• Suicide Squad is an ensemble action movie in the vein of The Dirty Dozen and Inglourious Basterds: unpretentious, irreverent, perverse and unexpectedly moving. It has little of the sentimentalism and pretentiousness of recent superhero movies like Batman v Superman and Captain America: Civil War, and like Guardians of the Galaxy it points the way forward for a less conventional outing in the genre.

  • The BFG is probably “minor Spielberg” but this is still a warm and a happy movie for the whole family with amazing special effects, and a movie that is as light as it is unpretentious.

  • Finding Dory is not as ambitious as Finding Nemo and lacks some of the magic of the first film. Despite this, it is still an emotional and heartwarming movie, and it’s also filled with clever humorous gags and visual feats.

  • . This version of The Jungle Book is a brilliant and beautiful evocation of the time when everything was bigger than us, when the natural world seemed to be full of wonders and where almost every new animal species, whose picture and presence we glimpsed, was an adventure in and of itself. This film is a brilliant fantasy for the whole family to see, reviving one of the great classics for a new generation.

  • This is a spy movie for adults, where individuals don’t stand for themselves but for larger invisible forces we can’t see that exist implicitly in each interaction. This focus on the institution and process shatters any claim of inherent nobility to diplomacy as a profession.

  • The Walk is in some sense an old-fashioned adventure movie. It can be seen by the whole family, it is narrated by the hero from the Statue of Liberty (appropriate because that was a gift by France to America) and it switches between ‘60s France and early ‘70s America. It’s a movie with some amount of melancholy but mostly it’s about human endeavour and friendships. It’s about giving thanks.

  • The Man from U.N.C.L.E. is enjoyable fun, filled with likeable and charismatic lead roles and a good mix of humour, action and suspense. It’s a genre film that embraces its limits to the extent that it becomes its strength.

  • Ultron is a work of agile craftsmanship from the cast and crew. As a director, Whedon has a good ear for dialogue and timing, and the film is a competent work of entertainment that is as satisfying as any work in this genre can be.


*Your assignment:*
The records below hold pictures; please leave those out and retype the rest exactly.

Stored data entries:
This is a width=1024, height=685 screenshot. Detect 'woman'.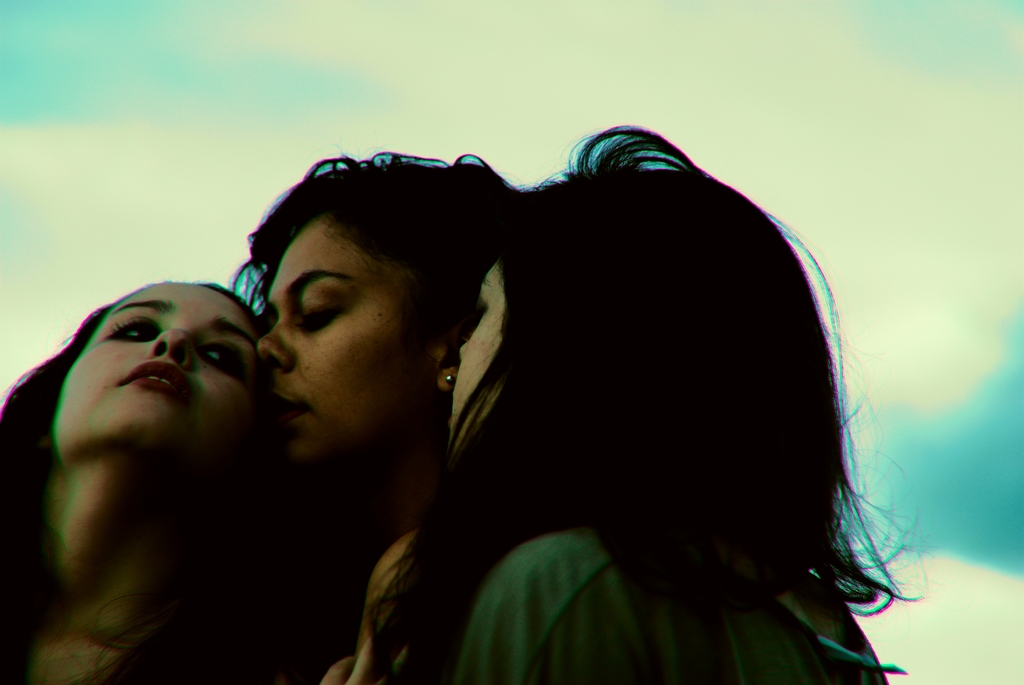
[0,280,276,684].
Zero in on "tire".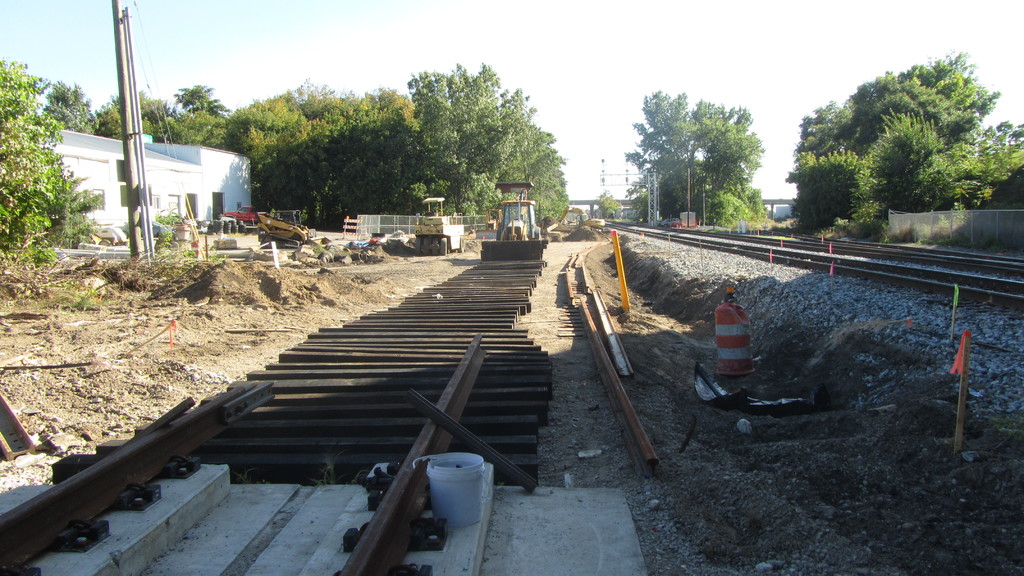
Zeroed in: region(425, 241, 431, 254).
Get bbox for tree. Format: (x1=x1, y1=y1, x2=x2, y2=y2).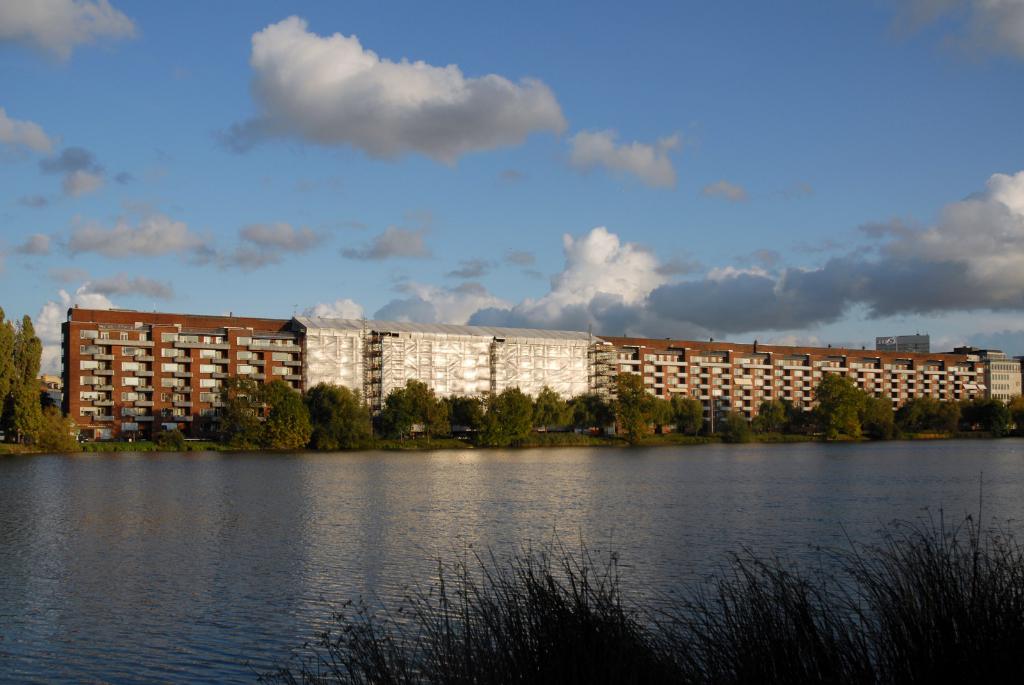
(x1=718, y1=411, x2=752, y2=442).
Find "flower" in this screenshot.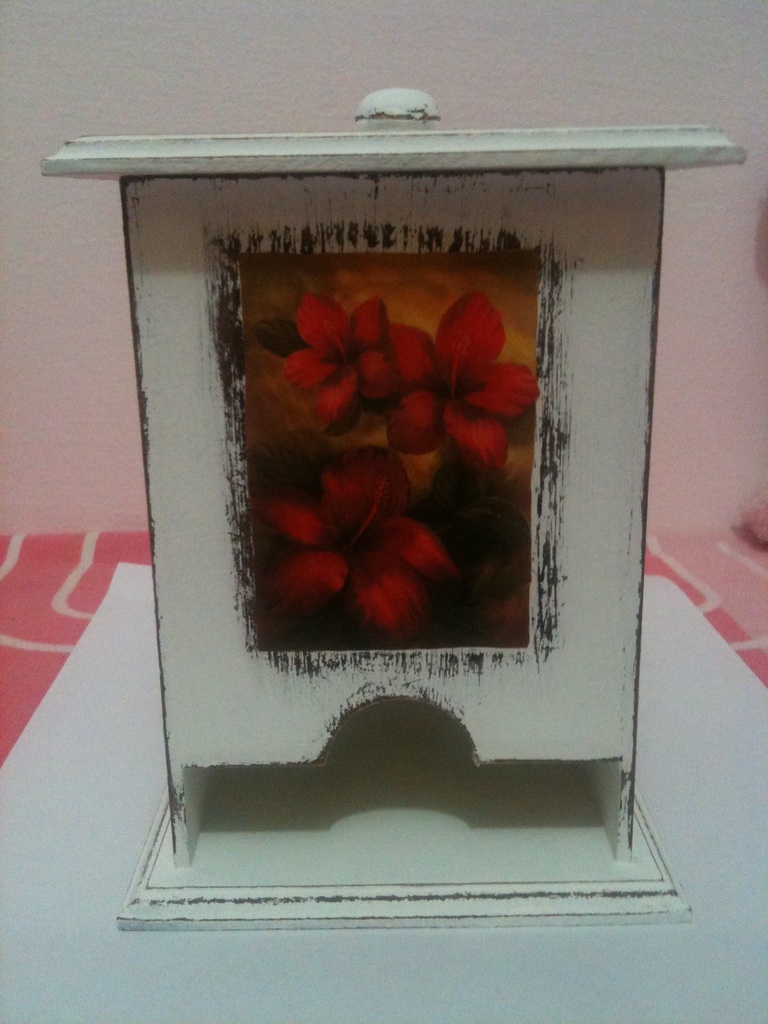
The bounding box for "flower" is (left=269, top=284, right=544, bottom=465).
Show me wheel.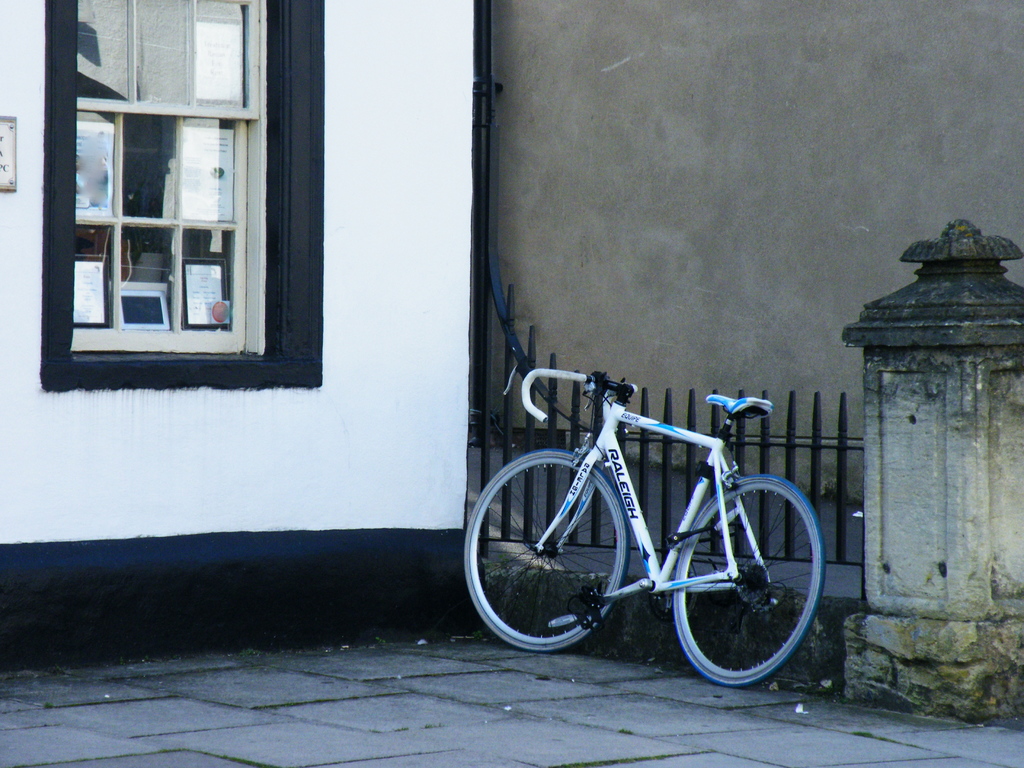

*Task answer:*
This is a width=1024, height=685 screenshot. Detect 'woman'.
[0,280,276,684].
Zero in on "tire".
Zeroed in: region(425, 241, 431, 254).
Get bbox for tree. Format: (x1=x1, y1=y1, x2=x2, y2=y2).
(x1=718, y1=411, x2=752, y2=442).
Find "flower" in this screenshot.
The bounding box for "flower" is (left=269, top=284, right=544, bottom=465).
Show me wheel.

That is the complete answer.